Jennifer Purtle(裴珍妮)
My research focuses principally on Chinese painting and visual culture. My methodological interests are, on the one hand, in artistic geographies and artistic mobility - that, how, and why artists and objects move, and what happens when they do - and on the other in methodological approaches to Chinese art history that permit the history of objects in China to be seen on their own terms, outside the epistemological confines of the discipline of art history that are tacitly and insidiously "Western." Beginning in the 1990s, much of my work has been grounded in archival and field work China's Fujian province. In a major, revisionist book, Peripheral Vision: Fujian Paintings in Chinese Empires, 909-1646, I explore the production of paintings in, and by natives of Fujian, as well as their circulation in a succession of Chinese empires. I am currently midway through a new project, "Forms of Cosmopolitanism in the Sino-Mongol City," which connects Fujian and other places in China to many other parts of the medieval world. My interests are not limited to Fujian, but Fujian has proven to be a fruitful site for new inquiry into the history of Chinese art.
Recently I completed serving as Principal Investigator of the Getty Foundation Connecting Art Histories Project "Global and Postglobal Perspectives on Medieval Art and Art History;" I have also been the Ailsa Mellon Bruce Senior Fellow at the Center for Advanced Study in the Visual Arts, National Gallery of Art (USA) and a Visiting Scholar at the Getty Research Institute among other major awards. My publications include: Reading Revolution: Art and Literacy during China's Cultural Revolution (Coach House Books, 2016) and Looking Modern: East Asian Visual Culture from the Treaty Ports to World War II (University of Chicago Press, 2009). My articles and essays have appeared in Art History, Journal of Asian Studies, Medieval Encounters, Orientations, and other journals, as well as in volumes edited by James Elkins, Thomas daCosta Kaufmann, Jerome Silbergeld, Eugene Wang, Wu Hung, and others. I have presented papers at four CIHA congresses (2000, London; 2004, Montreal; 2008, Melbourne; 2016 Beijing) among other venues.
Prospective PhD students should have formal training in Chinese art history or a related field, reading knowledge of modern Chinse and prior training in Classical Chinese, and ideally propose a topic in one of the two areas in which I am currently working: history of Chinese painting or China in the Global Middle Ages.

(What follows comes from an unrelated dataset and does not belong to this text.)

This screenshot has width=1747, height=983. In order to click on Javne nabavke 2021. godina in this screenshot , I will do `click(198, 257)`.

MA applicants may come from any background and be interested in any subfield of Chinese art -- curiosity and a willingness to learn are the most important requirements at that level.
Recently I completed serving as Principal Investigator of the Getty Foundation Connecting Art Histories Project "Global and Postglobal Perspectives on Medieval Art and Art History;" I have also been the Ailsa Mellon Bruce Senior Fellow at the Center for Advanced Study in the Visual Arts, National Gallery of Art (USA) and a Visiting Scholar at the Getty Research Institute among other major awards. My publications include: Reading Revolution: Art and Literacy during China's Cultural Revolution (Coach House Books, 2016) and Looking Modern: East Asian Visual Culture from the Treaty Ports to World War II (University of Chicago Press, 2009). My articles and essays have appeared in Art History, Journal of Asian Studies, Medieval Encounters, Orientations, and other journals, as well as in volumes edited by James Elkins, Thomas daCosta Kaufmann, Jerome Silbergeld, Eugene Wang, Wu Hung, and others. I have presented papers at four CIHA congresses (2000, London; 2004, Montreal; 2008, Melbourne; 2016 Beijing) among other venues.

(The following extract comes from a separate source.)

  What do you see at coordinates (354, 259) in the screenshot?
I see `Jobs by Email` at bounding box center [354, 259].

Prospective PhD students should have formal training in Chinese art history or a related field, reading knowledge of modern Chinse and prior training in Classical Chinese, and ideally propose a topic in one of the two areas in which I am currently working: history of Chinese painting or China in the Global Middle Ages. MA applicants may come from any background and be interested in any subfield of Chinese art -- curiosity and a willingness to learn are the most important requirements at that level.
less
InterestsView All (40)
Uploads
Exhibition Review by Jennifer Purtle(裴珍妮)
artist Matthew Wong (b. 1984, Toronto–d. 2019, Edmonton), ‘Blue View’ at the Art Gallery of Ontario (AGO), displays the most recent works made by Wong before his untimely death by suicide. A protean image maker, Matthew Wong painted inventively in oil and gouache, mobilizing a vast knowledge of Euro-American and East Asian painting that far surpassed the sources he noted in interviews (for example, Vogel, 2022). Wonderfully, the AGO exhibition, organized by the museum’s chief curator Julian Cox, presents Wong’s paintings without over-interpreting them: the catalogue text and didactic materials in the galleries are brief. These
laconic statements permit Wong’s paintings, which reward close looking, distant views, and repeated encounters, to be seen for their considerable technical strengths.